Thursday, August 6, 2015

Wassily Kandinsky: 1866-1944 a Revolution in Painting

Wassily Kandinsky: 1866-1944 a Revolution in PaintingWassily Kandinsky: 1866-1944 a Revolution in Painting by Hajo Düchting
My rating: 5 of 5 stars

A lavishly-illustrated, easily-digested account of Kandinsky's career and the careful thought he put behind his paintings. Kandinsky is portrayed here as an emotionally-honest artist who worked with great focus and intent. His works were in no way haphazard, but carefully calculated in their design, the thought behind them, and the emotional effect that Kandinsky hoped to achieve.

I was surprised that Kandinsky was a sort of early existentialist, particularly in his feeling that the soul of man was doomed to mediocrity and abasement, so long as materialism held sway over society. One might have viewed him as a happy Marxist, except that he really wasn't. In fact, he was careful to avoid being caught up in the sweeping changes that took place in his home country of Russia. For example, he refused to be subsumed in the tide of Social Realist art embraced by so many Russian artists during the early 1920's. He felt strongly enough about it that he left Russia (again - he had spent several years in Munich during his early career before returning to his motherland around the outbreak of The Great War) to move to Germany during the interwar years. Later, he moved to France only to witness the German occupation and hear of the destruction (back in Germany) of several of his paintings, which were considered decadent by the Nazi regime.

And somehow, amidst all of this, he and his art survived. Perhaps there was something to his strong feelings of spirituality that upheld him during these tumultuous years, where the world seemed to be falling to pieces all around him. Early in his career, he espoused spiritualism and even based his long essay "Concerning the Spiritual in Art" on "The Third Revelation," a twelfth-century occult text by Joachim von Fiore. In fact, Kandinsky and several of his early contemporaries felt that abstract art was the herald of a new age which would be ushered in by the artists who "led" society to greater heights of well-being, though they were, naturally, misunderstood prophets at the time.

Here again, Taschen has produced an inexpensive, erudite analysis of the artist and his work. Should you have a favorite artist, or are simply curious about a particular artist's work, you'll be hard-pressed to find such excellent texts as Taschen has produced. They are truly marvelous. I've always liked Kandinsky's art, but now I can much more fully appreciate it, both viscerally and intellectually. Think Kandinsky was a scheister? I dare you to read this work and continue to hold onto your mistaken belief. Look, read, and learn. After all, isn't that at least a part of why we read?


■ **YOUR INSTRUCTIONS**
Go through the records and show each line where the word "Backpropagation" occurs.

■ **DATA FOR THIS EXERCISE**
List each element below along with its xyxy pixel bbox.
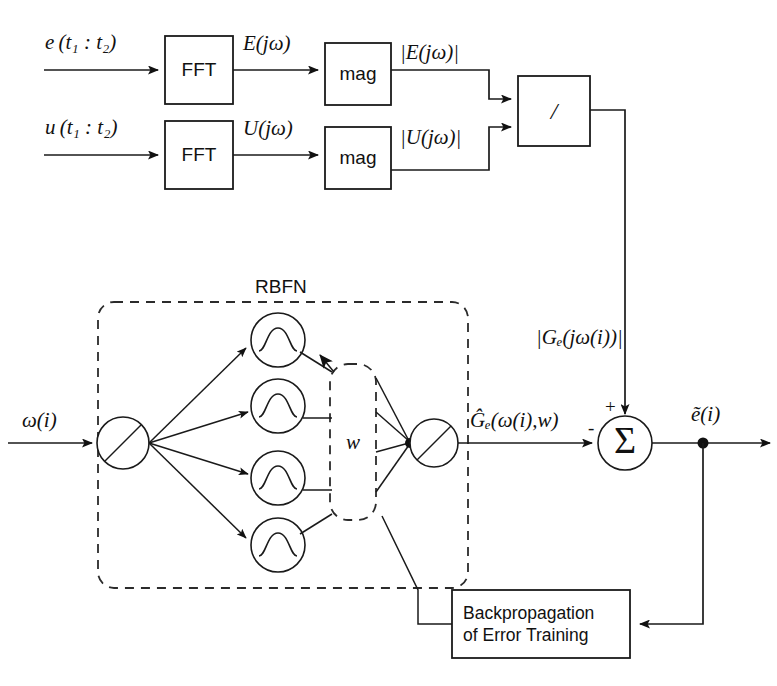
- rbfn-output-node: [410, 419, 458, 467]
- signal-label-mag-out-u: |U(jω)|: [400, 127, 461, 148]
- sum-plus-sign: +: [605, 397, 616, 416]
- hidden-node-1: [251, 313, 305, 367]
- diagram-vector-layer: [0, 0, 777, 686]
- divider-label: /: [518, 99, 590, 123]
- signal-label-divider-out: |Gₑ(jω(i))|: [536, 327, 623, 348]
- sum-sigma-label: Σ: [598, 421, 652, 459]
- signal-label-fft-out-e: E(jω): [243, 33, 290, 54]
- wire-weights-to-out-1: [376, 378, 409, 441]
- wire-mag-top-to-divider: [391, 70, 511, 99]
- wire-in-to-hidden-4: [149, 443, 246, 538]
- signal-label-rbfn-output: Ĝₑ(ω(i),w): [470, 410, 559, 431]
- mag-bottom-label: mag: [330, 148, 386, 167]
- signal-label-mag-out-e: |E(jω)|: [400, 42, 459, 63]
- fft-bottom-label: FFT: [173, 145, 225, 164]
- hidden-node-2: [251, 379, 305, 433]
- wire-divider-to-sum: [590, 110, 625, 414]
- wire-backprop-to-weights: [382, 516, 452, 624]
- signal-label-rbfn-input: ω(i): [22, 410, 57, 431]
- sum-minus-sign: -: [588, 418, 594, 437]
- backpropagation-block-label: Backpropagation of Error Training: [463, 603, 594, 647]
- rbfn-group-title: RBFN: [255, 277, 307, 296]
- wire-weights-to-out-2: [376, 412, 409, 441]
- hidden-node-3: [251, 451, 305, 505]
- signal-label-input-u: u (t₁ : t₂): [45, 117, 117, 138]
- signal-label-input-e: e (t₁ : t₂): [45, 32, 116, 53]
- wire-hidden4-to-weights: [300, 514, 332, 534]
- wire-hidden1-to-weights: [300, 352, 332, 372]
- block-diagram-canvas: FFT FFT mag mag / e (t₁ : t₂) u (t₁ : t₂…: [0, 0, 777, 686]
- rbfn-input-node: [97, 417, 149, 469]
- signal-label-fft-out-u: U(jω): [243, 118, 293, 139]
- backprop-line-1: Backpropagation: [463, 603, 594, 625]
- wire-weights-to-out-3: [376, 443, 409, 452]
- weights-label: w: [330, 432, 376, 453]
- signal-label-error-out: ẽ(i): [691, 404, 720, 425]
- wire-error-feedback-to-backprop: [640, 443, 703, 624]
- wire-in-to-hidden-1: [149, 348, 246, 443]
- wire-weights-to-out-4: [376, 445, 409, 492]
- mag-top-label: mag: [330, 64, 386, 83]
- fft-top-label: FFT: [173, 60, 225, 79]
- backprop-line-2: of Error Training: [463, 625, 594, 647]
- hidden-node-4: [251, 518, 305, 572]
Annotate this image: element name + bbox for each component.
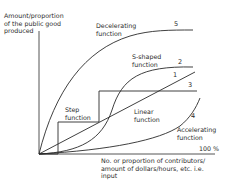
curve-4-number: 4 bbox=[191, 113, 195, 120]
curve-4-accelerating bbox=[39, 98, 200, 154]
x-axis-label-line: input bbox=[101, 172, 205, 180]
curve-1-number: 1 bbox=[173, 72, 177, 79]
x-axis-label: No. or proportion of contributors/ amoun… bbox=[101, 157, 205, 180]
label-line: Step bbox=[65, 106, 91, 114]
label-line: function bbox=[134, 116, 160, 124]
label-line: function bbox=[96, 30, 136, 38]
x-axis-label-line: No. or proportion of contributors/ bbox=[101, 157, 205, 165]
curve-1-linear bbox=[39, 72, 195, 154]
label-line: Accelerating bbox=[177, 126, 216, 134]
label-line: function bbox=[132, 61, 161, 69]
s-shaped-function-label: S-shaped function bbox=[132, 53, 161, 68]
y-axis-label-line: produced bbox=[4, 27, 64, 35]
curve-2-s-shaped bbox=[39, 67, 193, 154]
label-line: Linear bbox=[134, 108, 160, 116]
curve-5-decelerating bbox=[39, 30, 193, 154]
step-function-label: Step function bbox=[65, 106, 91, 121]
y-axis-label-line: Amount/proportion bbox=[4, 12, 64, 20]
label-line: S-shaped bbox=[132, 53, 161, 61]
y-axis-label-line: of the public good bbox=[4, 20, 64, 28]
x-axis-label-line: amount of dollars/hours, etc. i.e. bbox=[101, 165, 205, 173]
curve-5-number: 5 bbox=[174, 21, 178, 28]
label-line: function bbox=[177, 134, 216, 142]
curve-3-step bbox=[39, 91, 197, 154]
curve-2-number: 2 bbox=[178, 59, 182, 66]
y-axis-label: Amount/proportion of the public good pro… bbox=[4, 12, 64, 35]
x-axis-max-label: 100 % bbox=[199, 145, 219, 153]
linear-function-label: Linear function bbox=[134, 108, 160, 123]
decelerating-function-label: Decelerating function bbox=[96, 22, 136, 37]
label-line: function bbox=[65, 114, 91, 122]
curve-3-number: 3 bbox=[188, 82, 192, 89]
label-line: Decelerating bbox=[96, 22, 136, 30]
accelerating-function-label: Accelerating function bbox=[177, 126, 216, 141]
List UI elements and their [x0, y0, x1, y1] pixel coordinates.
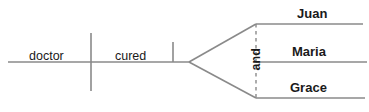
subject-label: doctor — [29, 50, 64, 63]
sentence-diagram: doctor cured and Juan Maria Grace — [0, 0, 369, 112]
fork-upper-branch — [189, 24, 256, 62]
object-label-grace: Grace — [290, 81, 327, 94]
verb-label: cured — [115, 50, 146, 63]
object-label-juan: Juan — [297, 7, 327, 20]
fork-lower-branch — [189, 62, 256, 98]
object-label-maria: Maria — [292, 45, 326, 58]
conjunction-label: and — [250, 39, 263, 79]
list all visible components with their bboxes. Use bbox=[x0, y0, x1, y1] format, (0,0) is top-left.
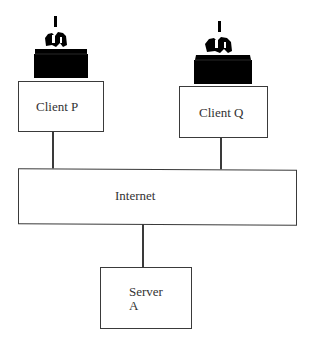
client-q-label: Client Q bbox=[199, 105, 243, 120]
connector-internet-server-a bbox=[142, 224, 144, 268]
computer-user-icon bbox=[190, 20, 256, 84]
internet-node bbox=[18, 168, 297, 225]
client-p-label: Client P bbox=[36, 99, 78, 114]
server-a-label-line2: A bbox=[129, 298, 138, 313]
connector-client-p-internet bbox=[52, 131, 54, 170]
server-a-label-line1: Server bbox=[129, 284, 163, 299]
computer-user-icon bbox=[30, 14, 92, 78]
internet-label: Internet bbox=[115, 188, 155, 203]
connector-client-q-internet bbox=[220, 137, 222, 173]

--

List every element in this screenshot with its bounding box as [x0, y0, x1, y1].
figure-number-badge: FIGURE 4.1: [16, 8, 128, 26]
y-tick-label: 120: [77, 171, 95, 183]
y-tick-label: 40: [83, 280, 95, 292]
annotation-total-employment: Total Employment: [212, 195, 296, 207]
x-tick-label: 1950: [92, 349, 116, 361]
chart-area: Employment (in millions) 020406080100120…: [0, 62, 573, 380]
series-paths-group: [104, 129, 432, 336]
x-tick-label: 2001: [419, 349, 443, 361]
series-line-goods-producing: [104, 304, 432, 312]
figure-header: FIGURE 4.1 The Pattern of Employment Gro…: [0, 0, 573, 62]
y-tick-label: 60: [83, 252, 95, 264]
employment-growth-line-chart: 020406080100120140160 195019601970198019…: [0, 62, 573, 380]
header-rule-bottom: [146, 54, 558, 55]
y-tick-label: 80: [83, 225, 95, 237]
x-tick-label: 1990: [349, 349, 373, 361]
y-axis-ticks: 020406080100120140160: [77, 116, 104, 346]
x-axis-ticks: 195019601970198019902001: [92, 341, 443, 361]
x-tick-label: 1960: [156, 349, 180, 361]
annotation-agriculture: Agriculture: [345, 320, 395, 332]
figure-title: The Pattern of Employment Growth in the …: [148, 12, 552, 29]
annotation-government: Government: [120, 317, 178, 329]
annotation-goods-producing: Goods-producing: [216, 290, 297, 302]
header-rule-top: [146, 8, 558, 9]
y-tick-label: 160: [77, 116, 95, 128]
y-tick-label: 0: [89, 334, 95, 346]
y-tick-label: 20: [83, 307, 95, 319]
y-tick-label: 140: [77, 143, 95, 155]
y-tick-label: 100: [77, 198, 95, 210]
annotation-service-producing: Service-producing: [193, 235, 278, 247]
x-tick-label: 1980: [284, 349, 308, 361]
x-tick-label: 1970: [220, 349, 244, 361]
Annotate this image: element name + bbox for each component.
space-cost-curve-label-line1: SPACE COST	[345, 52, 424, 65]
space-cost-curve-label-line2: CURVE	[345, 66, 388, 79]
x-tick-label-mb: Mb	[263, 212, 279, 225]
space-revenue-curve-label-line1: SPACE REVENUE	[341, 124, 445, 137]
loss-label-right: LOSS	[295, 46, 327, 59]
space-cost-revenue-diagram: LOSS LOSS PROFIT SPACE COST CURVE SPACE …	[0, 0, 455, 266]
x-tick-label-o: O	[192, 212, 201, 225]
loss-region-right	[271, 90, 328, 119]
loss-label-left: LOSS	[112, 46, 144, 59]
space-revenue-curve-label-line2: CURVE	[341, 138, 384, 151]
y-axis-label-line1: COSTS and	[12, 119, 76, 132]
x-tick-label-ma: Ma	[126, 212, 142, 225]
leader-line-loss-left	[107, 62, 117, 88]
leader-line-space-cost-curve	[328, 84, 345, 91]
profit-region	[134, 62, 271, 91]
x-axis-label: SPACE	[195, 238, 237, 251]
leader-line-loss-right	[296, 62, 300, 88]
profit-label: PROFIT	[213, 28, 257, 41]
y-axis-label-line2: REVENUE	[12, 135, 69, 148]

■ **SOLVED PROBLEM**
- backpropagation-block-label: Backpropagation of Error Training: [463, 603, 594, 647]
- backprop-line-1: Backpropagation: [463, 603, 594, 625]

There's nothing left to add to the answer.